Monday, January 27, 2014

Monday Memories—childhood before modern vaccines

If  you're anti-vaccine, please check out this interactive map about outbreaks of easily preventable diseases. Most vaccines weren't available when I was a child (except for small pox) and I had measles, mumps, whooping cough, chicken pox and scarlet fever; my sister and many friends and relatives had polio; in the early 60s I had a baby born with multiple defects from my having been exposed to measles—he died. My children only had chicken pox which now has a vaccine. As an adult I got tetanus vaccine and boosters. My grandmother’s brother died from stepping on a nail in the barn and got lockjaw and left a widow and 3 children.  Her other brother died of diphtheria when he was 17.  Both diseases are now preventable with vaccines.  My cousin Jimmy died of polio in 1949 and the affects of polio followed my sister all her life, and probably shortened it.  I never miss my flu shot--it's a killer of the elderly. As an adult I got a shingles vaccine after seeing the horrible pain it causes. I personally know two  people who didn't get the shingles vaccine and got it in their eyes (it can affect any part of the body). Vaccines are so successful that today parents don't realize the damage, death and disability infectious diseases can cause by jumping on the anti-vaccine bandwagon. They've never seen a child blinded by measles, made deaf from mumps, and if they've seen an iron lung it's in a medical museum.

 http://www.iflscience.com/health-and-medicine/one-map-sums-damage-caused-anti-vaccination-movement

 

Shingles: While the rash itself usually lasts two to three weeks, people often go on to have permanent pain in the area of the rash. This is known as neuralgia and is debilitating and very difficult to treat as it doesn’t respond to normal painkillers. Approximately one in 1,000 people over 70 will die from shingles

Tetanus:. Of 99 tetanus patients with complete information reported to CDC during 1987 and 1988, 68% were greater than or equal to 50 years of age, while only six were less than 20 years of age.

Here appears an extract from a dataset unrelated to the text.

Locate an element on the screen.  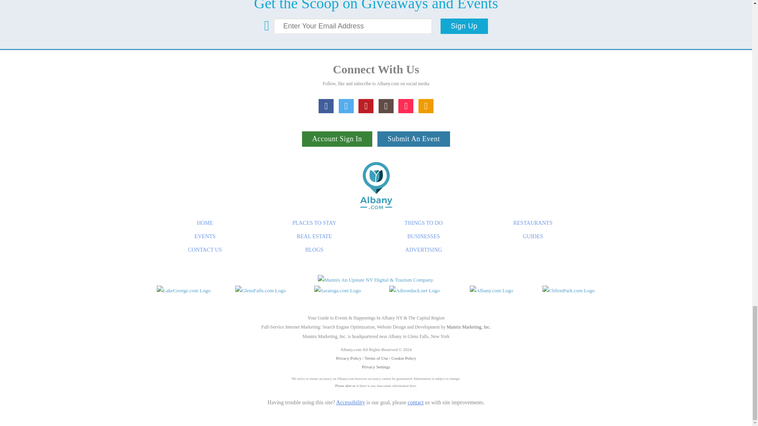
X is located at coordinates (346, 106).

Whooping cough:  The CDC recommends that all adolescents and adults from age 11 and up receive a single booster dose of Tdap. In adolescents, Tdap should replace the usual tetanus booster shot that’s due around the same time. In adults, Tdap can be given at any time, although it may be better to wait a few years if a tetanus booster was recently given.

Influenza: Influenza is much more likely to result in hospitalization and death in the elderly than in young persons. As many as 35,000 excess geriatric deaths due to pneumonia and influenza occur during influenza epidemics each year. Medicare  expenditures for excess hospitalizations due to influenza are estimated to exceed $1 billion each year.